For more than a year, Omar wore a wire and recorded hundreds of hours of conversations with Shnewer and the others.

His house and car were both rigged with hidden cameras at times to capture the suspects' words and actions.

The jurors certainly will hear snippets of many of those conversations.

Defense lawyers say they will show him trying to pull the suspects into an attack plan to make it appear there's a conspiracy.

Prosecutors will say that they simply show a conspiracy. In his opening arguments last week, Deputy U.S. Attorney William Fitzpatrick told jurors, "The FBI in this case exposed a crime. They did not create one."

Omar's life will also be scrutinized when he's on the witness stand.

In opening arguments, Fitzpatrick braced for that, acknowledging that Omar and a second paid informant, Besnik Bakalli, are not model citizens. But Fitzpatrick said that to get the goods on the alleged plotters, investigators needed an informant who would be credible to them.

Defense lawyers say they'll show that Omar had a drug problem and that he was often involved in enterprises that range from sketchy to illegal.

For instance, they say he supported himself by buying, fixing and reselling cars - including cutting some into pieces and shipping them to Egypt to be reassembled and sold there. Some of those cars may have been stolen, Cipparone said.

The defense lawyers also say that Omar sold his Social Security card for $3,000 while working for the FBI. They told jurors that when the FBI found out about it, agents agreed to look the other way.

The conversations that have been made public so far have a running theme of Omar talking about buying forklifts or helping others in the case buy cars.

So far, the jury has been shown just one video involving Omar - the last one, made on May 7, 2007.

In it, two of the suspects visit Omar's apartment in Cherry Hill to buy seven AK-47 and M16 machine guns.

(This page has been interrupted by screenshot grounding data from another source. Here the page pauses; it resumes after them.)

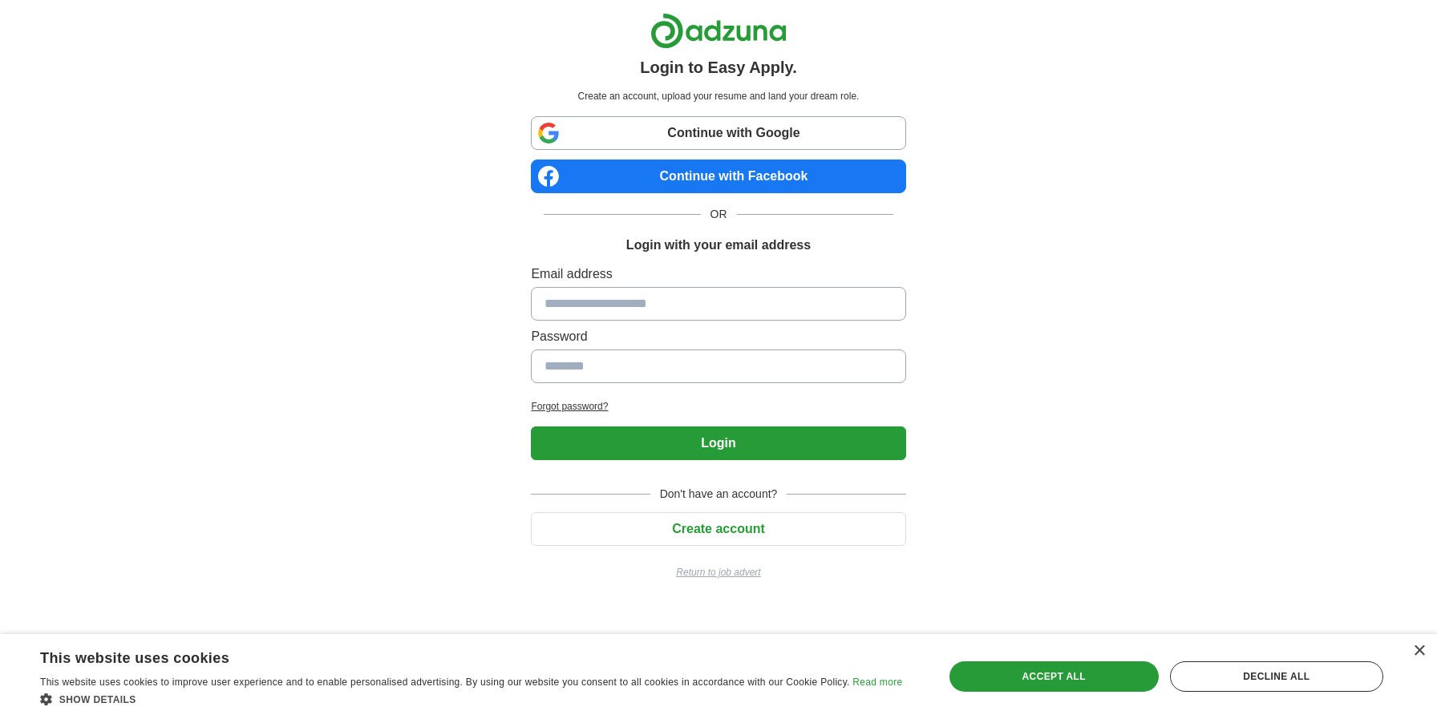 This screenshot has height=719, width=1437. What do you see at coordinates (1054, 677) in the screenshot?
I see `div: Accept all` at bounding box center [1054, 677].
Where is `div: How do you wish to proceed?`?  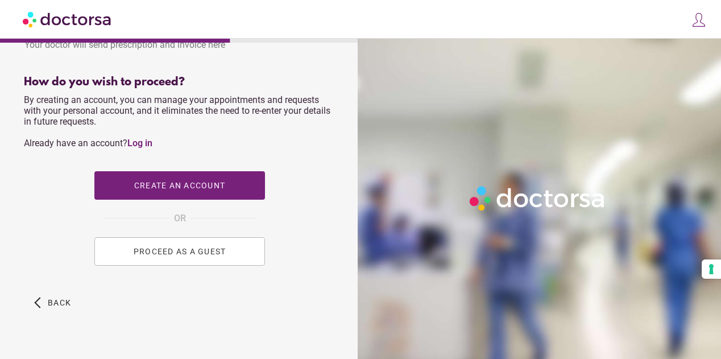
div: How do you wish to proceed? is located at coordinates (180, 82).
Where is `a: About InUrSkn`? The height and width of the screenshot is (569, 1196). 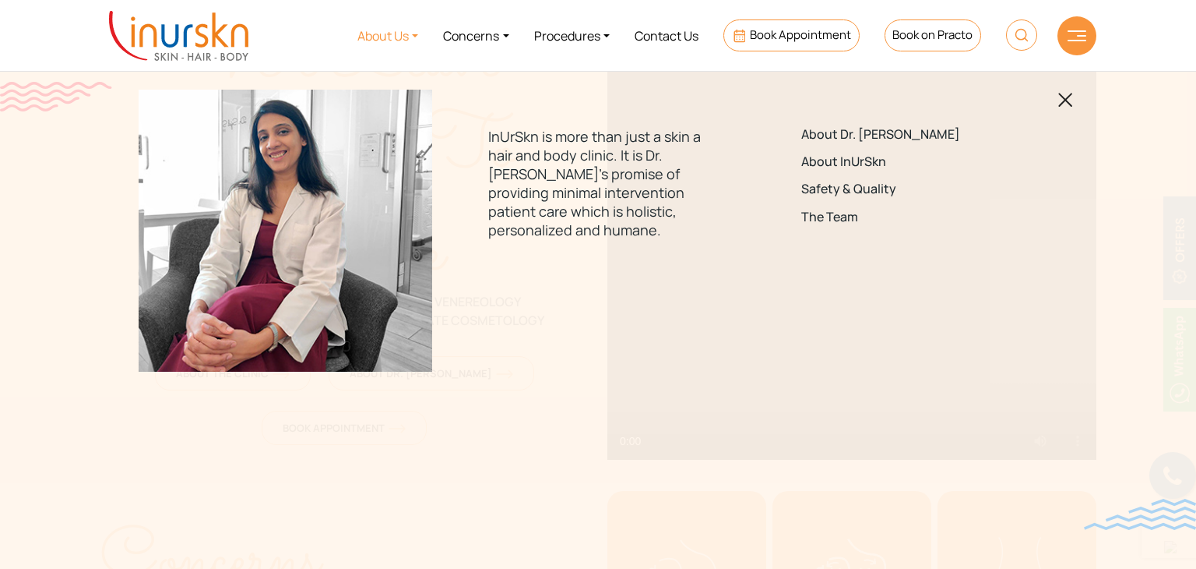
a: About InUrSkn is located at coordinates (911, 161).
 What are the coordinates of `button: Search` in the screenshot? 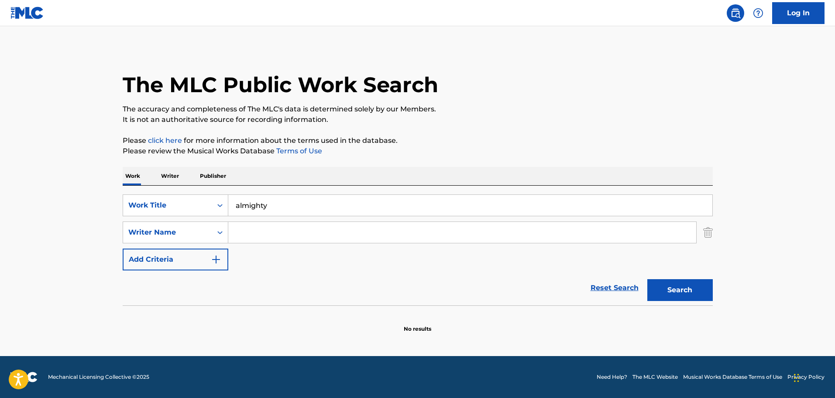 It's located at (680, 290).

Omar says they were supplied by a dealer he knows from Baltimore. The guns were really supplied by the FBI, which had a SWAT team positioned in the next apartment.

The video lasts only about seven minutes before the screen goes black and agents can be heard storming in to arrest the men.

Over the next few hours, five men - all foreign-born Muslims in their 20s who had spent years in Cherry Hill - were arrested in the plot. They are being tried for conspiracy to murder uniformed military personnel, attempted murder and weapons offenses.

It's not clear where Omar has been since the arrests. But they took place just a few weeks after his probation ended in the bank fraud case - meaning he was legally free to leave the country.